Yet, if you dig a little deeper, you’ll find that the quarterback position is probably more of a question mark than peripheral numbers suggest. It’s possible that Buechele was so good in his first two starts against Notre Dame (169.7 game rating) and UTEP (206.3 game rating!) that we just didn’t pay enough attention to the fact that the next 10 games were rarely like the first two.
Some Buechele numbers from the final 10 games of last season…
* Buechele only posted a 140.0 game rating in three of his final 10 games (146.0 vs Iowa State, 176.0 at Kansas State and 195.4 vs. Baylor), which means that Buechele only cleared the 140.0 rating in five of 12 games, posting a 4-1 record in those five games.
* While he posted a 136.0 rating for the entire season, Buechele posted a 127.8 rating in the final 10 games of the season, which is lower than the rating Tyrone Swoopes posted in the first 11 games of the 2014 season.
* Buechele completed only 58.6 completion percentage and a 15/10 touchdown-to-interception ratio.
If you’re thinking that I’m trying to take a shot at Buechele by pointing these facts out, you’re sorely mistaken. As I’ve said repeatedly, I think he has all-Big 12 and championship upside. On top of that, I’ve never heard anyone say a bad thing about the young man and I ranked him as the No.10 prospect in the state in my 2016 rankings.

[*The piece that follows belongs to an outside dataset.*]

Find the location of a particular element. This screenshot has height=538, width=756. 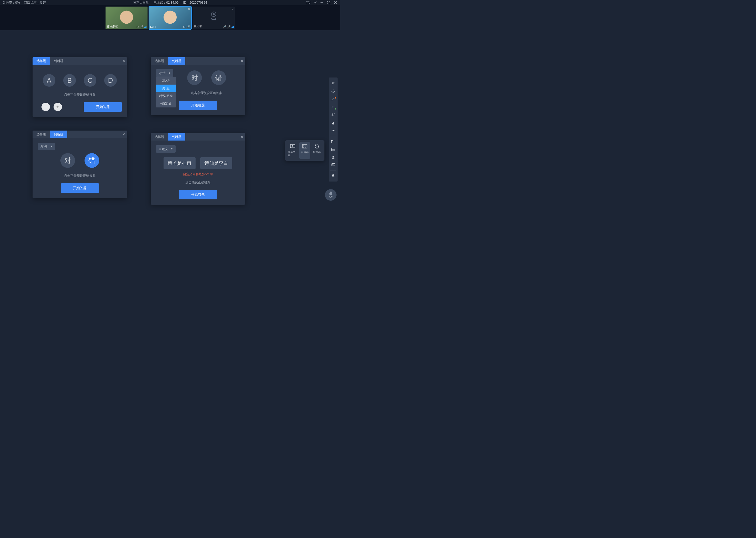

Considering how stagnant business gets when the program goes through a seven-season rut, I’d be borderline close to selling my soul to the sports gods if it meant Buechele led Texas to the type of promised land that gets a jersey number retired.
No, the point of this entire section is to point out that while Buechele absolutely represented improvement as a true freshman against almost everything Texas had at the position in the last seven years, there are still very real steps that he needs to take before we can safely call Buechele an above-average starting quarterback at this level.
First and foremost, it’s the game-in and game-out consistency that Buechele needs to improve on. It’s not a matter of ability because he displayed that at an above-average level in five games last season, which witnessed Texas win four of them. However, he can’t be a box of chocolates, going from good to bad in yo-yo fashion over a 12-game season.
If you told me right now that Buechele won't post a single 180 game-rating this season, but never goes under a 140 game-rating, I’d suggest that the Longhorns will be very close to nine wins this season. Hell, they won 80-percent of the games in which he went beyond 140 on a 5-7 team.
What’s funny is that I’ve been discussing the talent levels/upside between Buechele and true freshman Sam Ehlinger in the last week and wondering how the staff’s view of short-and long-term projections might impact snap distribution this season, but the better question might involve which quarterback can most consistently play at a 140.0+ level. You can beat Iowa State by three touchdowns with 146.0 play, but you can’t beat TCU if the yo-yo drops down to 82.9.